Do you think I can summon the gauntlet? I said to the dragon who now lived in my head.

There is only one way to find out.

Closing my eyes, I felt around for the new power within me. At first there was nothing, then there was a faint presence in my left hand. I grasped onto that presence and pulled. A red gauntlet with clawed fingers appeared on my arm, surprising me with how easily I was able to summon it.

"Wow." I breathed as I ran my opposite hand over the Sacred Gear. It was smooth to the touch and I could sense its strength. This thing would easily weather an assault from a sledgehammer.

Well done. Ddraig said in my mind. Now we must focus on unlocking the Balance Breaker and finishing your sword. The sooner we are out from under the crow's thumb, the better.

How did he know it was a sword I was making?

Dumb question; he was in my head now. This was going to take some getting used to.

Letting the gauntlet fade into motes of green energy, I looked back up at Vali. "I guess I can summon the Boosted Gear."
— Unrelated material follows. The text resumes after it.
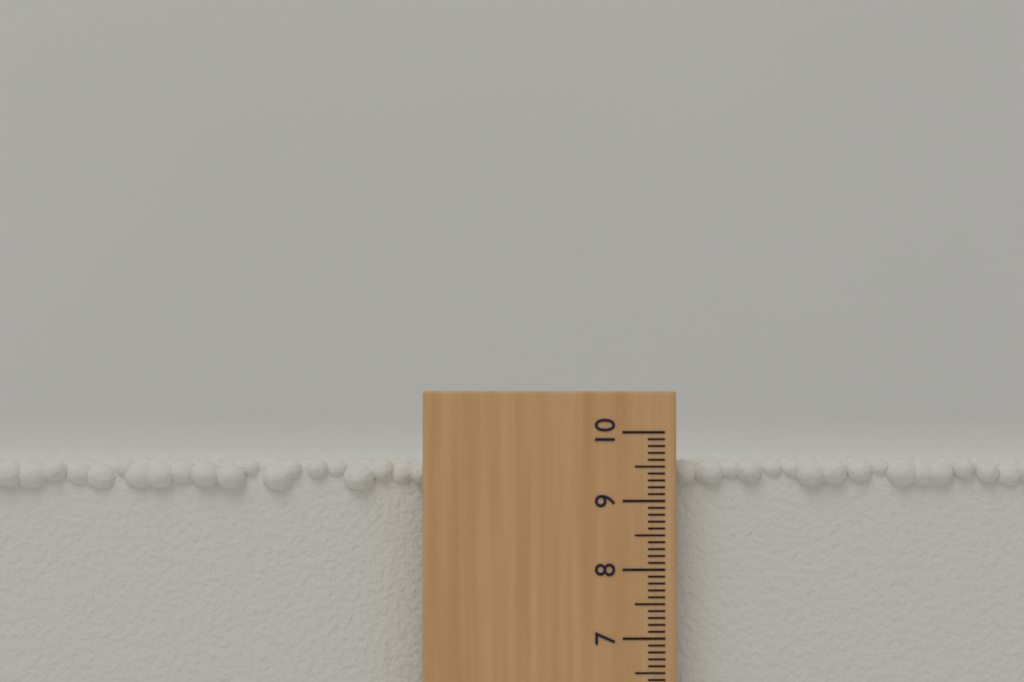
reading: 9.6 (no unit)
There was no trace of humor in Vali's eyes. He was dead serious as he said, "Xarion, you are my friend, and you have now become my rival. We will push each other to become the strongest beings in existence. And then, we will face each other in a battle the world will never forget. Be ready." He spun on his heel and walked away without further comment.

That was a little intense.

Be that as it may, he is not wrong. He may be your friend, but he will one day be your greatest challenge. Our greatest challenge. I will not allow him to defeat us.

Nor will I.

Good. Then bring us to your forge. We have work to do.

Turning my back on Vali, I headed towards my lab. The sword would be done in a few months. When it was, I would finally be free to pursue my own goals.

Ddraig was right. We had work to do.


A.N

That is the extent of what I have prewritten. I'll put out the next chapter when it is done.